Online learning with kernel losses
This work addresses online learning challenges for scenarios with non-linear losses, offering theoretical guarantees that could benefit machine learning practitioners in sequential decision-making, though it appears incremental as it extends existing frameworks.
The paper tackles the problem of online learning with kernel losses by generalizing adversarial linear bandits to kernel functions, and it provides regret bounds for an exponential weights algorithm, achieving rates such as O(n^{β/(2(β-1))}) for polynomial eigendecay and O(n^{1/2}log(n)^{1/2}) for exponential eigendecay.
We present a generalization of the adversarial linear bandits framework, where the underlying losses are kernel functions (with an associated reproducing kernel Hilbert space) rather than linear functions. We study a version of the exponential weights algorithm and bound its regret in this setting. Under conditions on the eigendecay of the kernel we provide a sharp characterization of the regret for this algorithm. When we have polynomial eigendecay $μ_j \le \mathcal{O}(j^{-β})$, we find that the regret is bounded by $\mathcal{R}_n \le \mathcal{O}(n^{β/(2(β-1))})$; while under the assumption of exponential eigendecay $μ_j \le \mathcal{O}(e^{-βj })$, we get an even tighter bound on the regret $\mathcal{R}_n \le \mathcal{O}(n^{1/2}\log(n)^{1/2})$. We also study the full information setting when the underlying losses are kernel functions and present an adapted exponential weights algorithm and a conditional gradient descent algorithm.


> [ACTION ITEM] For this task, output exactly the lines of the material below starting at the line with "Locate an element on the screen. The" and ending at the line with "Describe the element at coordinates (148, 465)"; pictures are to be excluded.

> [INFORMATION PROVIDED]
★ ★ ★ ★
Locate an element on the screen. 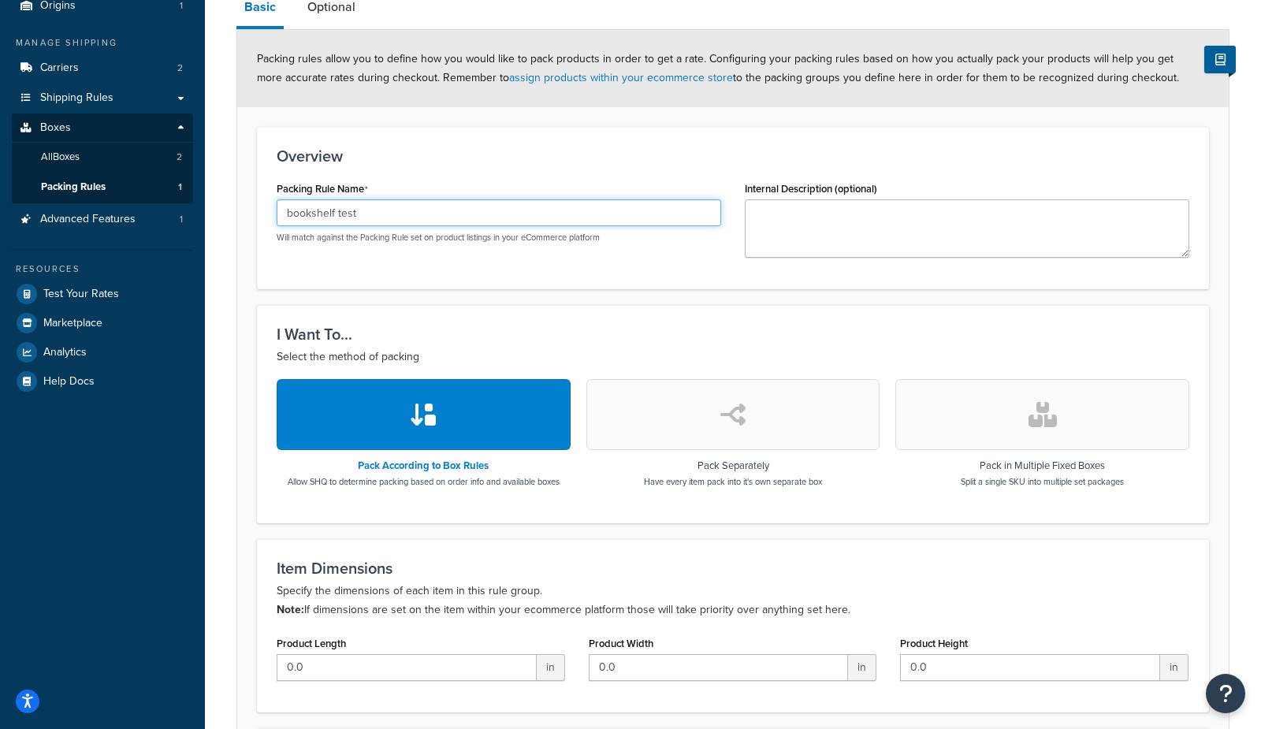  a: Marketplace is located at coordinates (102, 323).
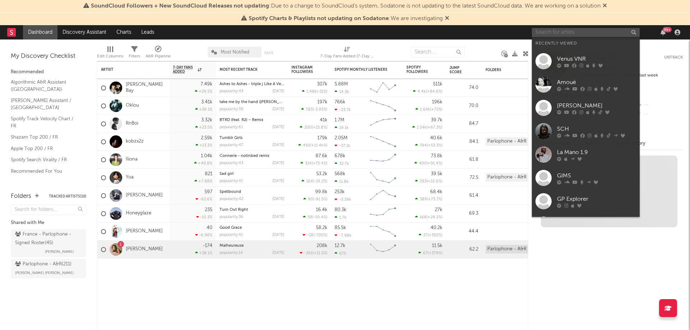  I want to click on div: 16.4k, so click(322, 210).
★ ★ ★ ★
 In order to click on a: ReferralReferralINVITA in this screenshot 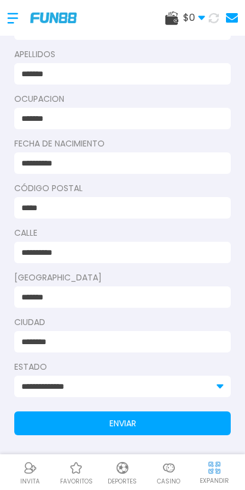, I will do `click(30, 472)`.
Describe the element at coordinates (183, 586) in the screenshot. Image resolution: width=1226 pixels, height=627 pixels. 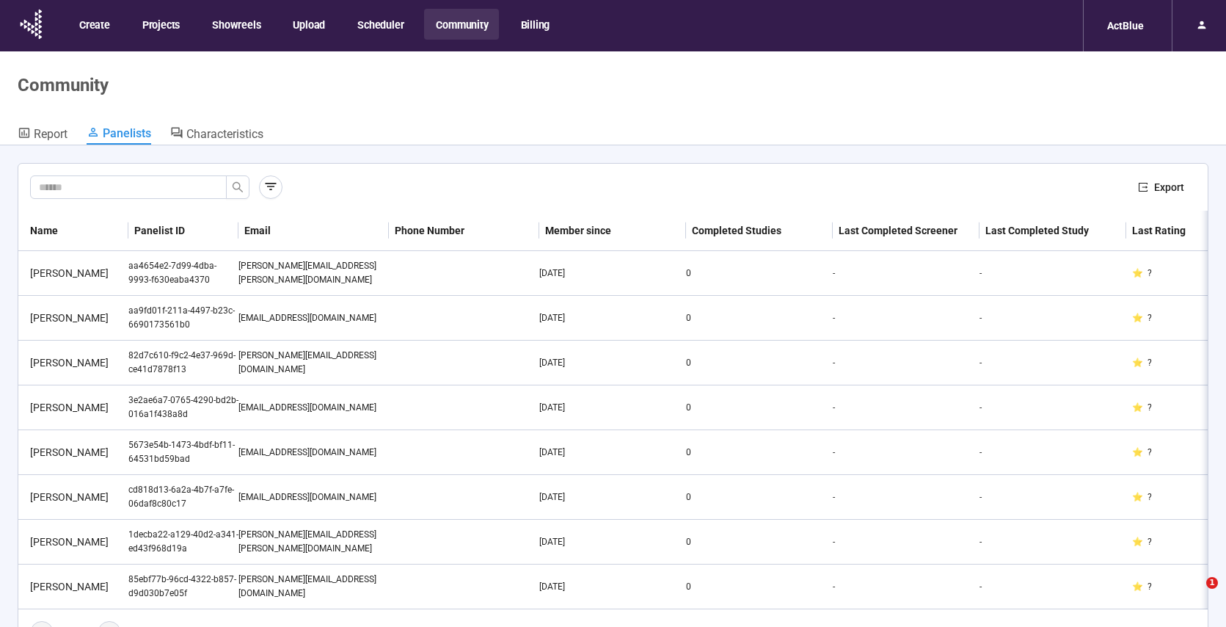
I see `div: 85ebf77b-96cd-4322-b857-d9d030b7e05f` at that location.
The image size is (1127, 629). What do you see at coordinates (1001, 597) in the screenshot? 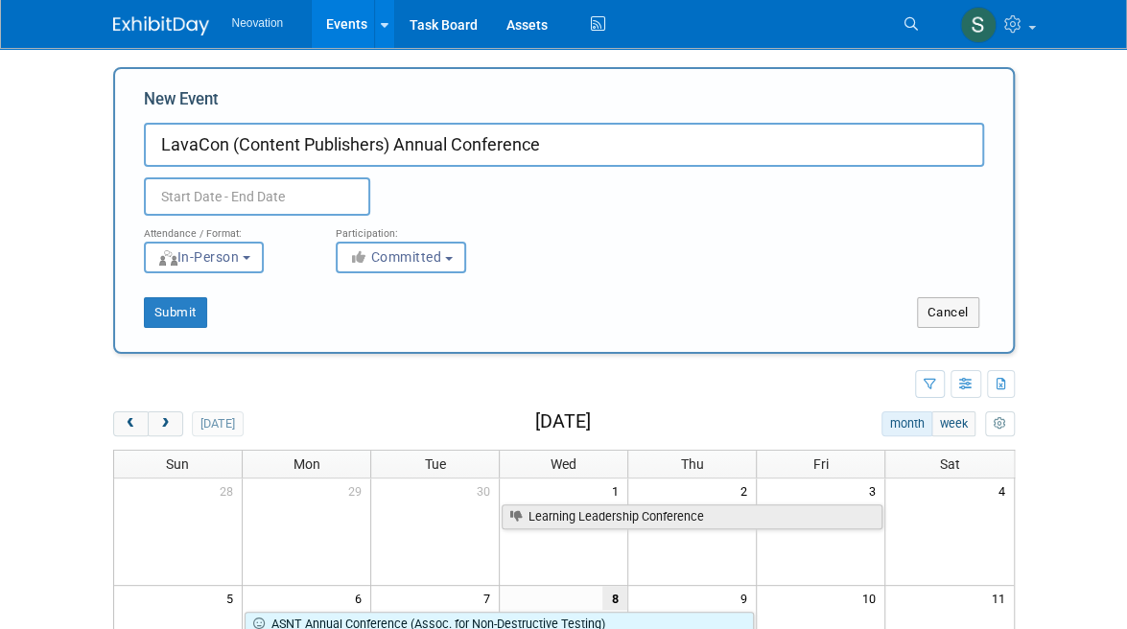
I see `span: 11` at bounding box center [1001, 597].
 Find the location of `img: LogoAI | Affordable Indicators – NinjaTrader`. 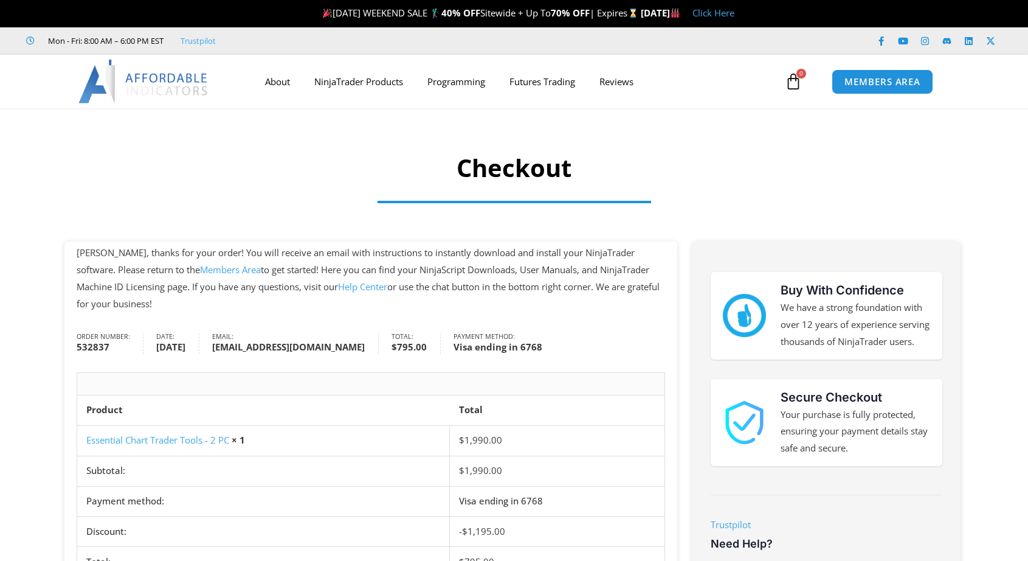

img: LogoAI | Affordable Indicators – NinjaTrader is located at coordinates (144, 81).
★ ★ ★ ★
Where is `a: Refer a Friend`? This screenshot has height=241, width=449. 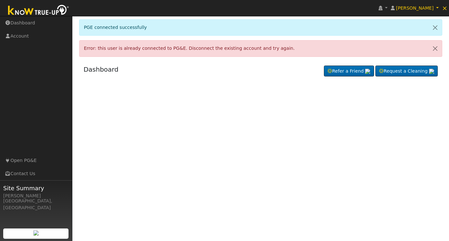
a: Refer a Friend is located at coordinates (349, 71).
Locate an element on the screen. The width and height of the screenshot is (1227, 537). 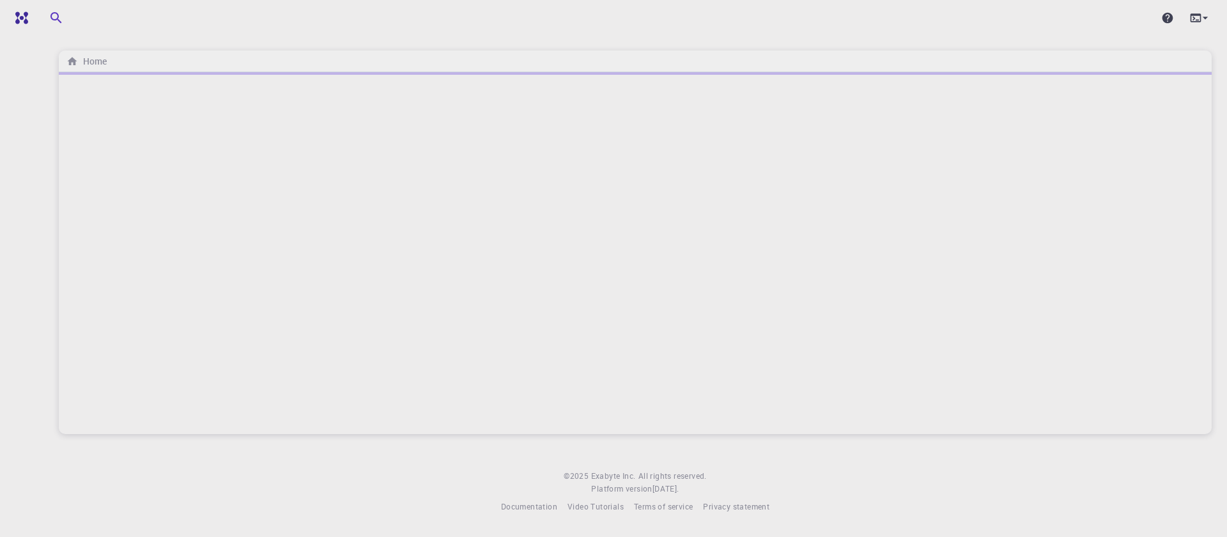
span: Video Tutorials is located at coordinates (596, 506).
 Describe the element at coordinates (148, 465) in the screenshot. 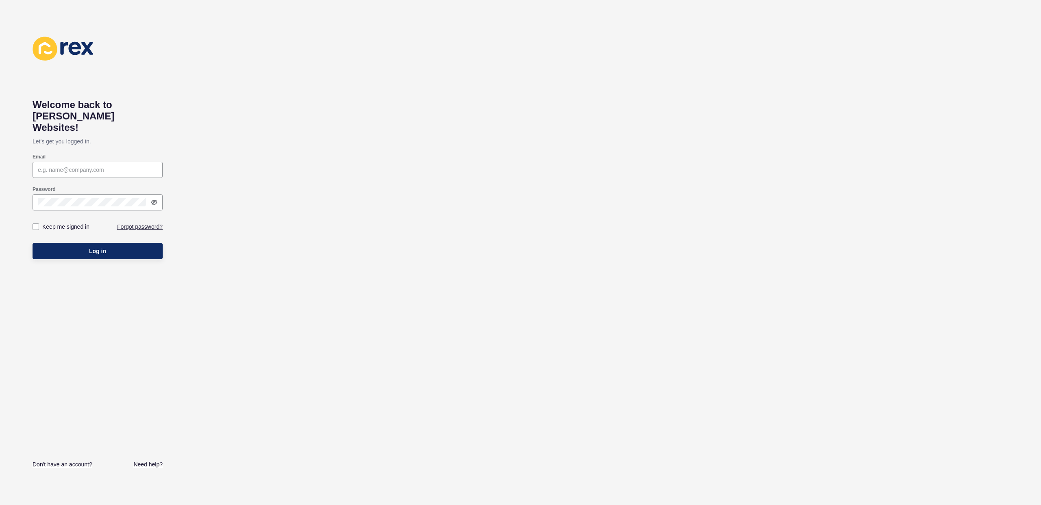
★ ★ ★ ★
> [ANSWER SECTION]
Locate an element on the screen. The width and height of the screenshot is (1227, 537). 
span: Video Tutorials is located at coordinates (596, 506).
 Describe the element at coordinates (148, 465) in the screenshot. 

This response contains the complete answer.